By: John Lofstock, Editor.
After a years-long struggle to get some much-needed relief from the high interchange fees that are eroding the industry’s profitability, convenience store operators are in danger of seeing the victory slip between their hands.
The Durbin amendment to the Dodd-Frank Consumer Financial Protection Act, which is set to be finalized April 21 and take effect in July, would cap the interchange fee on debit cards at 12 cents per transaction. If signed into law at 12 cents, the rules would still allow banks to make a reasonable, if not sizable, profit on debit transactions.
Last month, however, two bills in Congress (S. 575 sponsored by Sen. John Tester (D-Mont. and H.R. 1081 sponsored by Rep. Shelley Moore Capito (R-W.Va.) aim to delay the implementation of Durbin, which would be a significant blow to merchants across the country.
Tester’s Debit Interchange Fee Study Act wants the U.S. Treasury to conduct a study to determine how debit interchange regulation will affect consumers and small financial institutions. The act calls for a two-year delay on implementing swipe-card fee reform, which includes one year to conduct the study.
At an advocacy briefing in Washington organized by NACS for the industry trade press, Rep. Peter Welch (D-Vt.) said the Tester bill, “Calls for delay, but seeks to derail. This is Washington speak for killing legislation.”
What is so outrageous about delaying the Durbin amendment is that the Federal Reserve did not seek to eliminate debit swipe fees, but to define a rate that was “fair and equitable.” A survey of banks by the Fed found that debit swipe costs averaged around four cents per transaction, providing the banks with a profit margin of 300% on every debit transaction in the U.S.
Imagine the fury if petroleum marketers tried that with gasoline?
Speaking Up
It is absolutely essential that convenience store retailers continue the fight until the battle is won by making their voices heard in Washington. NACS and a number of other organizations have organized rallies on Capitol Hill over the past several weeks, but nothing is as effective as contacting your Congressional representatives and letting them know how interchange fees are hurting your business. Whether it’s in person, by telephone or by email, retailers have to sound the alarm or they will face the consequences.
“After eight years of work we could lose this,” said Lyle Beckwith, senior vice president of government relations for NACS, even though big banks and credit unions don’t have a strong argument. “Everything they say is based on a hypothetical. Everything we talk about is factual.”
But that is hardly enough to slow the banking industry. The banking lobby is strong and it’s armed with a war chest of special interest money that it’s not afraid to toss around. Banking executives and lobbyists stormed Washington last month to rally support for Tester’s proposal spending and estimated $9 million on, among other things, an aggressive marketing campaign seemingly designed to scare consumers.
In well-placed ads on the Washington subway banks threatened to eliminate free checking and raise fees in other areas to recoup revenue lost as a result of Durbin.
This is the equivalent of a convenience store chain running ads saying it would start overcharging customers for sandwiches and packaged beverages to make up for sales lost due to higher tobacco taxes. Customers would never stand for it and would take their business over to a competitor with fair prices.
Sanctimonious bankers seeking to gouge customers with excessive fees can expect a similar result.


=== Work instruction ===
Output an exact reproduction of the data.
━━ Listed records
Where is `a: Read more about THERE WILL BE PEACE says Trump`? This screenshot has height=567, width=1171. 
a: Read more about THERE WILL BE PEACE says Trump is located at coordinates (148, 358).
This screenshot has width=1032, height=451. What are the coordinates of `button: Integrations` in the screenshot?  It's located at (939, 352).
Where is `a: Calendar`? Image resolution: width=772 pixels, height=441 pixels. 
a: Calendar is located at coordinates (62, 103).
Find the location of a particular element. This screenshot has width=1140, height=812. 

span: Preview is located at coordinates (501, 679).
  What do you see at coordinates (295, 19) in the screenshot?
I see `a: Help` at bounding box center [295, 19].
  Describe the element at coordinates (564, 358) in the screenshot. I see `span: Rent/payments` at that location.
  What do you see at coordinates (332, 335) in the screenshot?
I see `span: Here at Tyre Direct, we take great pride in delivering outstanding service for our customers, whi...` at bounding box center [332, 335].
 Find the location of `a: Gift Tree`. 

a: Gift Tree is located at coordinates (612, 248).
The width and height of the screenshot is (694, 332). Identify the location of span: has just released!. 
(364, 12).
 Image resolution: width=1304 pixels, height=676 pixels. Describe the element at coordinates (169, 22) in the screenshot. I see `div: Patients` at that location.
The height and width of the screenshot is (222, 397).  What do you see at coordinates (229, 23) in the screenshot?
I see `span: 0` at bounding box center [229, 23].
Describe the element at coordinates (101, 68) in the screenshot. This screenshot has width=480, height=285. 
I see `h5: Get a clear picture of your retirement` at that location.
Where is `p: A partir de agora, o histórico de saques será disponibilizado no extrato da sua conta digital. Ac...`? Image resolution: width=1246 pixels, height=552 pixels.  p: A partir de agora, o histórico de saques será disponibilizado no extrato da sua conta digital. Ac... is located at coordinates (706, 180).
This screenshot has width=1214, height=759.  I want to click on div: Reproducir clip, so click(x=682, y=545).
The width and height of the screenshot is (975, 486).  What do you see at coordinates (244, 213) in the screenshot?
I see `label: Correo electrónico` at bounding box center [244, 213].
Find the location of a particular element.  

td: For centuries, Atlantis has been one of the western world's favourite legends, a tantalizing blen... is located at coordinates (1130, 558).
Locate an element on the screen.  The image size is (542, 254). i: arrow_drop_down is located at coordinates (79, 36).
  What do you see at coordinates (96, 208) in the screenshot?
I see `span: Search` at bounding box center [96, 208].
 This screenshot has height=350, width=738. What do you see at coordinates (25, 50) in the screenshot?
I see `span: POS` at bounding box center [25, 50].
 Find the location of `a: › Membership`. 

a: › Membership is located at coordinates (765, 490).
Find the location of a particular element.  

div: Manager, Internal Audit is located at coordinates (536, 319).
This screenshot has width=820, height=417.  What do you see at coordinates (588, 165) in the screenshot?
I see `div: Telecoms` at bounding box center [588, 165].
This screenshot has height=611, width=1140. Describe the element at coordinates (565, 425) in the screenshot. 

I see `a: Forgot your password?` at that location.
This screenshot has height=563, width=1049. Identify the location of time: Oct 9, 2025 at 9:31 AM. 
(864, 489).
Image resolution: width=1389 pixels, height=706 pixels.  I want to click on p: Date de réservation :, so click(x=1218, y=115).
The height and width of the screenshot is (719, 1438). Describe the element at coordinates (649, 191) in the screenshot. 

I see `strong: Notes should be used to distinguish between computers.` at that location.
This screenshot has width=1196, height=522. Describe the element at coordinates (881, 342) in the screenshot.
━━━━
=== Solution ===
Where is `a: Read more about THERE WILL BE PEACE says Trump`? This screenshot has height=567, width=1171. 
a: Read more about THERE WILL BE PEACE says Trump is located at coordinates (148, 358).
This screenshot has width=1032, height=451. What are the coordinates of `button: Integrations` in the screenshot?  It's located at (939, 352).
Where is `a: Calendar`? Image resolution: width=772 pixels, height=441 pixels. 
a: Calendar is located at coordinates (62, 103).
Find the location of a particular element. This screenshot has width=1140, height=812. 

span: Preview is located at coordinates (501, 679).
  What do you see at coordinates (295, 19) in the screenshot?
I see `a: Help` at bounding box center [295, 19].
  Describe the element at coordinates (564, 358) in the screenshot. I see `span: Rent/payments` at that location.
  What do you see at coordinates (332, 335) in the screenshot?
I see `span: Here at Tyre Direct, we take great pride in delivering outstanding service for our customers, whi...` at bounding box center [332, 335].
 Find the location of `a: Gift Tree`. 

a: Gift Tree is located at coordinates (612, 248).
The width and height of the screenshot is (694, 332). Identify the location of span: has just released!. 
(364, 12).
 Image resolution: width=1304 pixels, height=676 pixels. Describe the element at coordinates (169, 22) in the screenshot. I see `div: Patients` at that location.
The height and width of the screenshot is (222, 397).  What do you see at coordinates (229, 23) in the screenshot?
I see `span: 0` at bounding box center [229, 23].
Describe the element at coordinates (101, 68) in the screenshot. This screenshot has width=480, height=285. 
I see `h5: Get a clear picture of your retirement` at that location.
Where is `p: A partir de agora, o histórico de saques será disponibilizado no extrato da sua conta digital. Ac...`? Image resolution: width=1246 pixels, height=552 pixels.  p: A partir de agora, o histórico de saques será disponibilizado no extrato da sua conta digital. Ac... is located at coordinates (706, 180).
This screenshot has width=1214, height=759.  I want to click on div: Reproducir clip, so click(x=682, y=545).
The width and height of the screenshot is (975, 486).  What do you see at coordinates (244, 213) in the screenshot?
I see `label: Correo electrónico` at bounding box center [244, 213].
Find the location of a particular element.  

td: For centuries, Atlantis has been one of the western world's favourite legends, a tantalizing blen... is located at coordinates (1130, 558).
Locate an element on the screen.  The image size is (542, 254). i: arrow_drop_down is located at coordinates (79, 36).
  What do you see at coordinates (96, 208) in the screenshot?
I see `span: Search` at bounding box center [96, 208].
 This screenshot has height=350, width=738. What do you see at coordinates (25, 50) in the screenshot?
I see `span: POS` at bounding box center [25, 50].
 Find the location of `a: › Membership`. 

a: › Membership is located at coordinates (765, 490).
Find the location of a particular element.  

div: Manager, Internal Audit is located at coordinates (536, 319).
This screenshot has width=820, height=417.  What do you see at coordinates (588, 165) in the screenshot?
I see `div: Telecoms` at bounding box center [588, 165].
This screenshot has height=611, width=1140. Describe the element at coordinates (565, 425) in the screenshot. 

I see `a: Forgot your password?` at that location.
This screenshot has height=563, width=1049. Identify the location of time: Oct 9, 2025 at 9:31 AM. 
(864, 489).
Image resolution: width=1389 pixels, height=706 pixels.  I want to click on p: Date de réservation :, so click(x=1218, y=115).
The height and width of the screenshot is (719, 1438). Describe the element at coordinates (649, 191) in the screenshot. 

I see `strong: Notes should be used to distinguish between computers.` at that location.
This screenshot has width=1196, height=522. Describe the element at coordinates (881, 342) in the screenshot.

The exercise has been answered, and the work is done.